The extent of corruption can be measured partly through the second question:

2. It is common for firms in my line of business to have to pay some irregular

“additional payments or gifts” to get things done with regard to customs, taxes, licenses, regulations, services etc.?

The second question is also answered on an ordinal scale by the alternatives “never”,

“seldom”, “sometimes”, “frequently”, “very frequently” and “always” and is as an indicator of administrative corruption. Unfortunately, the question does neither indicate whether it is bribery of foreign or domestic officials, nor if the bribes are offered or extorted.

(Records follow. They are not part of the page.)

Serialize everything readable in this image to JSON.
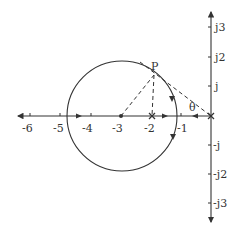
{
  "diagram": {
    "type": "complex-plane root locus / circle diagram",
    "real_axis": {
      "ticks": [
        {
          "label": "-6",
          "x": 30
        },
        {
          "label": "-5",
          "x": 60
        },
        {
          "label": "-4",
          "x": 91
        },
        {
          "label": "-3",
          "x": 121
        },
        {
          "label": "-2",
          "x": 152
        },
        {
          "label": "-1",
          "x": 181
        }
      ]
    },
    "imag_axis": {
      "ticks": [
        {
          "label": "j3",
          "y": 27
        },
        {
          "label": "j2",
          "y": 57
        },
        {
          "label": "j",
          "y": 86
        },
        {
          "label": "-j",
          "y": 145
        },
        {
          "label": "-j2",
          "y": 174
        },
        {
          "label": "-j3",
          "y": 203
        }
      ]
    },
    "point_label": "P",
    "angle_label": "θ",
    "colors": {
      "line": "#333333",
      "background": "#ffffff"
    }
  }
}
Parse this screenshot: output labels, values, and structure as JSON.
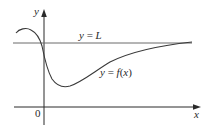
{
  "diagram": {
    "axes": {
      "x_label": "x",
      "y_label": "y",
      "origin_label": "0"
    },
    "asymptote": {
      "label_y": "y",
      "label_eq": " = ",
      "label_val": "L"
    },
    "curve": {
      "label_y": "y",
      "label_eq": " = ",
      "label_f": "f",
      "label_open": "(",
      "label_x": "x",
      "label_close": ")"
    },
    "colors": {
      "axis": "#2a2a2a",
      "curve": "#3a3a3a",
      "asymptote": "#6a6a6a",
      "background": "#ffffff"
    }
  }
}
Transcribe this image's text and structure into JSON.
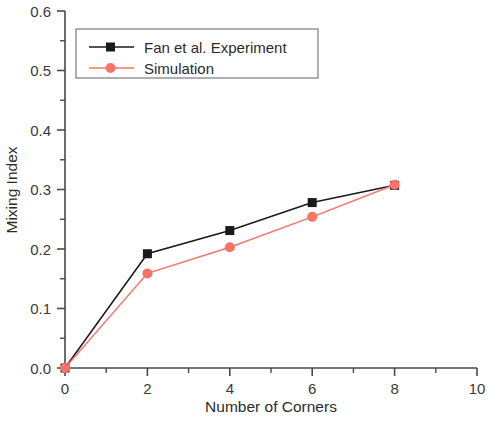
{
  "chart_data": {
    "type": "line",
    "title": "",
    "xlabel": "Number of Corners",
    "ylabel": "Mixing Index",
    "xlim": [
      0,
      10
    ],
    "ylim": [
      0.0,
      0.6
    ],
    "grid": false,
    "legend_position": "top-left",
    "x_ticks": [
      "0",
      "2",
      "4",
      "6",
      "8",
      "10"
    ],
    "x_tick_values": [
      0,
      2,
      4,
      6,
      8,
      10
    ],
    "x_minor_tick_values": [
      1,
      3,
      5,
      7,
      9
    ],
    "y_ticks": [
      "0.0",
      "0.1",
      "0.2",
      "0.3",
      "0.4",
      "0.5",
      "0.6"
    ],
    "y_tick_values": [
      0.0,
      0.1,
      0.2,
      0.3,
      0.4,
      0.5,
      0.6
    ],
    "y_minor_tick_values": [
      0.05,
      0.15,
      0.25,
      0.35,
      0.45,
      0.55
    ],
    "x": [
      0,
      2,
      4,
      6,
      8
    ],
    "series": [
      {
        "name": "Fan et al. Experiment",
        "color": "#1a1a1a",
        "marker": "square",
        "values": [
          0.0,
          0.192,
          0.231,
          0.278,
          0.307
        ]
      },
      {
        "name": "Simulation",
        "color": "#fa7268",
        "marker": "circle",
        "values": [
          0.0,
          0.159,
          0.203,
          0.254,
          0.308
        ]
      }
    ]
  },
  "legend": {
    "entries": [
      {
        "label": "Fan et al. Experiment"
      },
      {
        "label": "Simulation"
      }
    ]
  },
  "axes": {
    "x_label": "Number of Corners",
    "y_label": "Mixing Index"
  },
  "colors": {
    "experiment": "#1a1a1a",
    "simulation": "#fa7268",
    "axis": "#4a4a4a",
    "background": "#ffffff"
  }
}
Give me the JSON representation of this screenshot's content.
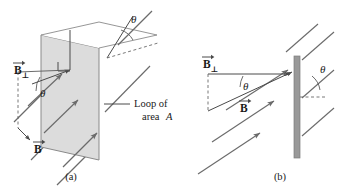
{
  "figure": {
    "background_color": "#ffffff",
    "plane_fill_color": "#dcdcdc",
    "plane_stroke_color": "#8a8a8a",
    "bar_fill_color": "#999999",
    "line_color": "#6b6b6b",
    "text_color": "#1a1a1a"
  },
  "panel_a": {
    "caption": "(a)",
    "labels": {
      "b_perp_symbol": "B",
      "b_perp_subscript": "⊥",
      "b_symbol": "B",
      "theta_top": "θ",
      "theta_left": "θ",
      "annotation_line1": "Loop of",
      "annotation_line2_prefix": "area ",
      "annotation_line2_italic": "A"
    },
    "field_line_count": 4,
    "description": "Perspective view: a tilted rectangular loop of area A with a normal vector, pierced by parallel magnetic field lines at angle theta to the normal."
  },
  "panel_b": {
    "caption": "(b)",
    "labels": {
      "b_perp_symbol": "B",
      "b_perp_subscript": "⊥",
      "b_symbol": "B",
      "theta_left": "θ",
      "theta_right": "θ"
    },
    "field_line_count": 4,
    "description": "Edge-on view: the loop seen as a vertical gray bar, with B resolved into the perpendicular component B-perp at angle theta."
  }
}
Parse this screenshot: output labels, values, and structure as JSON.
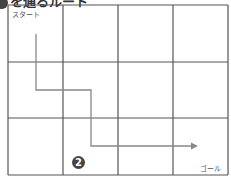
{
  "heading": {
    "text": "を通るルート"
  },
  "grid": {
    "cols": 4,
    "rows": 3,
    "x": [
      8,
      63,
      118,
      173,
      228
    ],
    "y": [
      5,
      62,
      118,
      175
    ],
    "line_color": "#555555"
  },
  "route": {
    "points": [
      [
        36,
        34
      ],
      [
        36,
        90
      ],
      [
        91,
        90
      ],
      [
        91,
        146
      ],
      [
        198,
        146
      ]
    ],
    "color": "#888888"
  },
  "labels": {
    "start": "スタート",
    "goal": "ゴール"
  },
  "badge": {
    "text": "2",
    "color": "#444444"
  }
}
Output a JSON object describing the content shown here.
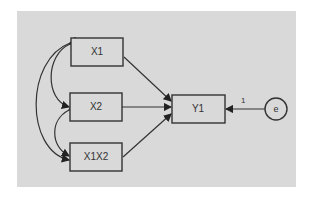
{
  "diagram": {
    "type": "path diagram (SEM)",
    "nodes": [
      {
        "id": "X1",
        "label": "X1",
        "shape": "rect"
      },
      {
        "id": "X2",
        "label": "X2",
        "shape": "rect"
      },
      {
        "id": "X1X2",
        "label": "X1X2",
        "shape": "rect"
      },
      {
        "id": "Y1",
        "label": "Y1",
        "shape": "rect"
      },
      {
        "id": "e",
        "label": "e",
        "shape": "circle"
      }
    ],
    "edges": [
      {
        "from": "X1",
        "to": "Y1",
        "type": "directed"
      },
      {
        "from": "X2",
        "to": "Y1",
        "type": "directed"
      },
      {
        "from": "X1X2",
        "to": "Y1",
        "type": "directed"
      },
      {
        "from": "e",
        "to": "Y1",
        "type": "directed",
        "label": "1"
      },
      {
        "from": "X1",
        "to": "X2",
        "type": "covariance"
      },
      {
        "from": "X2",
        "to": "X1X2",
        "type": "covariance"
      },
      {
        "from": "X1",
        "to": "X1X2",
        "type": "covariance"
      }
    ],
    "colors": {
      "background": "#d9d9d9",
      "stroke": "#333333"
    }
  }
}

5.2 Concerns measuring business corruption via BEEPS

Creating a measure of corruption in a country raises several issues. For example, is there a difference between an officer accepting a $100 bribe or another accepting 10 bribes of $10 each for the same purpose? (Méndez & Sepuelveda, 2010). Bribery can also be denoted in several ways, and firms bribe with different frequencies in the same setting. Corruption is also not easily measurable due to its hidden nature and the fact that it is not necessarily monetary.

Measurement is therefore imperfect and subjective.

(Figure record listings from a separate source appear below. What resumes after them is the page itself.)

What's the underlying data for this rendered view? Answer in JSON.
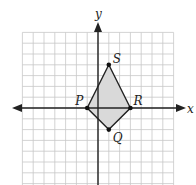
{
  "diagram": {
    "type": "coordinate-plane",
    "axes": {
      "x_label": "x",
      "y_label": "y"
    },
    "grid": {
      "x_min": -7,
      "x_max": 7,
      "y_min": -7,
      "y_max": 7,
      "color": "#c8c8c8"
    },
    "polygon": {
      "fill": "#d9d9d9",
      "stroke": "#222222",
      "vertices": [
        {
          "label": "P",
          "x": -1,
          "y": 0
        },
        {
          "label": "S",
          "x": 1,
          "y": 4
        },
        {
          "label": "R",
          "x": 3,
          "y": 0
        },
        {
          "label": "Q",
          "x": 1,
          "y": -2
        }
      ]
    }
  }
}
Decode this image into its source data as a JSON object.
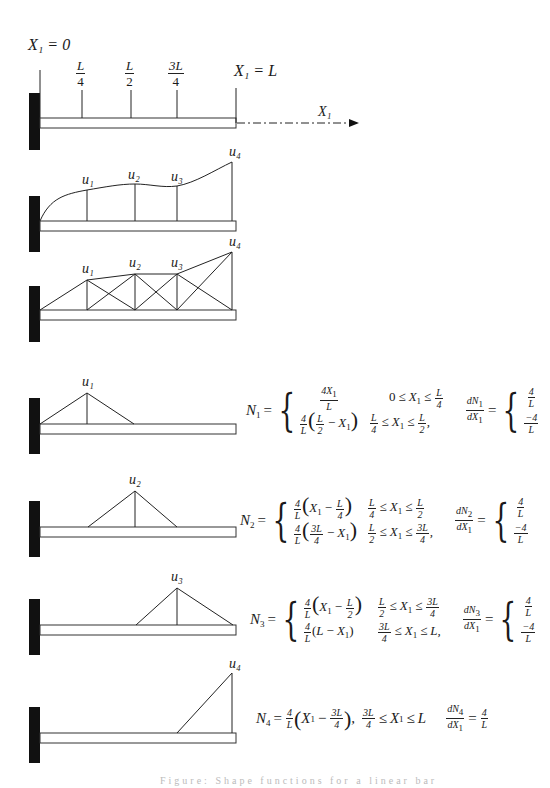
{
  "figure": {
    "top_labels": {
      "x1_zero": "X₁ = 0",
      "x1_L": "X₁ = L",
      "axis_label": "X₁",
      "tick_labels": [
        {
          "num": "L",
          "den": "4"
        },
        {
          "num": "L",
          "den": "2"
        },
        {
          "num": "3L",
          "den": "4"
        }
      ]
    },
    "node_labels": [
      "u₁",
      "u₂",
      "u₃",
      "u₄"
    ],
    "diagrams": [
      {
        "name": "beam-axis",
        "description": "Cantilever beam with quarter-point stations"
      },
      {
        "name": "continuous-displacement",
        "description": "Smooth displacement curve through u1..u4"
      },
      {
        "name": "piecewise-linear-approximation",
        "description": "Truss of hat functions approximating displacement"
      },
      {
        "name": "shape-function-N1",
        "peak": "u₁"
      },
      {
        "name": "shape-function-N2",
        "peak": "u₂"
      },
      {
        "name": "shape-function-N3",
        "peak": "u₃"
      },
      {
        "name": "shape-function-N4",
        "peak": "u₄"
      }
    ]
  },
  "equations": {
    "N1": {
      "lhs": "N",
      "lhs_sub": "1",
      "cases": [
        {
          "expr": "4X₁ / L",
          "cond": "0 ≤ X₁ ≤ L/4"
        },
        {
          "expr": "4/L (L/2 − X₁)",
          "cond": "L/4 ≤ X₁ ≤ L/2,"
        }
      ],
      "derivative": {
        "lhs": "dN₁/dX₁",
        "cases": [
          "4/L",
          "−4/L"
        ]
      }
    },
    "N2": {
      "lhs": "N",
      "lhs_sub": "2",
      "cases": [
        {
          "expr": "4/L (X₁ − L/4)",
          "cond": "L/4 ≤ X₁ ≤ L/2"
        },
        {
          "expr": "4/L (3L/4 − X₁)",
          "cond": "L/2 ≤ X₁ ≤ 3L/4,"
        }
      ],
      "derivative": {
        "lhs": "dN₂/dX₁",
        "cases": [
          "4/L",
          "−4/L"
        ]
      }
    },
    "N3": {
      "lhs": "N",
      "lhs_sub": "3",
      "cases": [
        {
          "expr": "4/L (X₁ − L/2)",
          "cond": "L/2 ≤ X₁ ≤ 3L/4"
        },
        {
          "expr": "4/L (L − X₁)",
          "cond": "3L/4 ≤ X₁ ≤ L,"
        }
      ],
      "derivative": {
        "lhs": "dN₃/dX₁",
        "cases": [
          "4/L",
          "−4/L"
        ]
      }
    },
    "N4": {
      "lhs": "N",
      "lhs_sub": "4",
      "expr": "4/L (X₁ − 3L/4),",
      "cond": "3L/4 ≤ X₁ ≤ L",
      "derivative": {
        "lhs": "dN₄/dX₁",
        "value": "4/L"
      }
    }
  },
  "text": {
    "eq": "=",
    "L": "L",
    "four": "4",
    "neg_four": "−4",
    "two": "2",
    "threeL": "3L",
    "X": "X",
    "sub1": "1",
    "minus": "−",
    "le": "≤",
    "comma": ",",
    "zero": "0",
    "d": "d",
    "N": "N",
    "four_X": "4X"
  },
  "caption": "Figure: Shape functions for a linear bar"
}
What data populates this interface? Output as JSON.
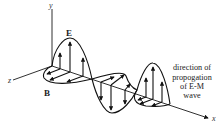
{
  "diagram": {
    "axes": {
      "y_label": "y",
      "z_label": "z",
      "x_label": "x"
    },
    "field_labels": {
      "electric": "E",
      "magnetic": "B"
    },
    "annotation": {
      "lines": [
        "direction of",
        "propogation",
        "of E-M",
        "wave"
      ]
    },
    "colors": {
      "ink": "#111111",
      "background": "#ffffff"
    }
  }
}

Using a perception based survey like BEEPS might lead to biases in presenting business corruption and bribery in several ways. First of all, since the survey use the opinion of the interviewee, it is subject to response bias. Firms that are identical in observable features and pay the same bribe amounts with the same frequency might respond differently. Respondents may have different perceptions about the definition of corruption and bribery, and might perceive the scale or meaning of the variable differently to the WBG and the EBRD. For example, it might not be clear to the respondent that the first question is meant to cover only corruption in business-government relationships. Additionally, the manager’s perception might be different from the owners’, or they might not know about their company’s involvement in corruption in the first place. It is therefore sensitive to the choice of interview object. Another concern is that the establishments might not be honest for fear of persecution.

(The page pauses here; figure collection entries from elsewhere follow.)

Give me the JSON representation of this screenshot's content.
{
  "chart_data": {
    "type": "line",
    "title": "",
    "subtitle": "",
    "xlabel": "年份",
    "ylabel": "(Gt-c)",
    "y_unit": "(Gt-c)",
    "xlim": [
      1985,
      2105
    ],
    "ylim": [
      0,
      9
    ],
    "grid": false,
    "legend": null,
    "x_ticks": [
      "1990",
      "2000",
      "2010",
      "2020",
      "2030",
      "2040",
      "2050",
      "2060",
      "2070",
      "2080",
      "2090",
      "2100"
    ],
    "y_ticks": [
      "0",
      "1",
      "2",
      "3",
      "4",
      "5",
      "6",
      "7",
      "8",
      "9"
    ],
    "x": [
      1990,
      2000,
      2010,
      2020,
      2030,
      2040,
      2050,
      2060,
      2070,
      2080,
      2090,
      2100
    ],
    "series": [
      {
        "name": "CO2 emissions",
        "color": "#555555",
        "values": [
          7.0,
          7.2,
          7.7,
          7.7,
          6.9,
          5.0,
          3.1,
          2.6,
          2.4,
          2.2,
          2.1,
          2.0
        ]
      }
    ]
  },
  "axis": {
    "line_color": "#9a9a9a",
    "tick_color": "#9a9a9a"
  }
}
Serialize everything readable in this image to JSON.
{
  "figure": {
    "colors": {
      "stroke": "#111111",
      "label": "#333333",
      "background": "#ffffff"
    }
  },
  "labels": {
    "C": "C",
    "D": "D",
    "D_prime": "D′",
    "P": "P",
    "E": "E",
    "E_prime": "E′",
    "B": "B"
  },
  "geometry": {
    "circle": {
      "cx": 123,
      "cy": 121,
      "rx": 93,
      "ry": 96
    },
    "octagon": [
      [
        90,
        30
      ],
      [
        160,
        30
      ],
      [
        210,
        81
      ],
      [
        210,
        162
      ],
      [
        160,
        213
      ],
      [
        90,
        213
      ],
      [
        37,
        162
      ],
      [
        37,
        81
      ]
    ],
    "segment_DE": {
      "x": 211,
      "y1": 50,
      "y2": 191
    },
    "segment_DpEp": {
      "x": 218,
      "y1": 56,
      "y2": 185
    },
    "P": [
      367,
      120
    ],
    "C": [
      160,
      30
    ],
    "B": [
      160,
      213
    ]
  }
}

Due to their sensitivity, the questions are asked in an indirect way and in a certain order to obtain the respondent’s confidence. Bias might also arise through phrasing, the interaction between interviewer and respondent, and the general circumstances of the interview. The respondent might not respond according to his perception, but rather what the interviewer wants to hear (Fjeldstad, et al., 2006). Perceptions might also be widely sensitive to information, and as Tanzi (1998, p. 578) points out, a widely reported case of corruption might affect the perception of corruption in a country. Another concern is that through sampling and stratification by industry in BEEPS, the sample of firms might not fully represent the economy.

The firm-level assessment measured by BEEPS might yield different results to expert assessments of corruption. First of all, the BEEPS Survey examines business corruption as an

obstacle to doing business, not the presence of corruption itself. The presence of corruption can partly be measured through responses concerning administrative corruption. Anderson and Gray (2006, pp. 31-32) emphasize that different measures might capture different types of corruption. Implicit corruption, where state resources are diverted to the leader and his entourage, might not be related to corruption within routine activities such as those occurring between firms and the government. With regard to firm-level bribery, the managers in BEEPS might therefore be more accurate than the expert’s perceptions. Anderson and Gray (2006, pp.

31-32) further emphasize that the political atmosphere in these countries might frighten the respondents, and hence, discourage them from providing responses about potential involvement or knowledge about corruption. However, if the firm is reluctant to reply that

“firms like mine” pay bribes, they might also be reluctant to pay the bribes in the first place.

They propose that firms in authoritarian regimes might not interpret routine bribery as corruption to the same extent as firms in more open and competitive economic systems. This might lead us to believe that the experts are right, but the firms may view bribes as routine, and hardly distinguishable from official payments for public services.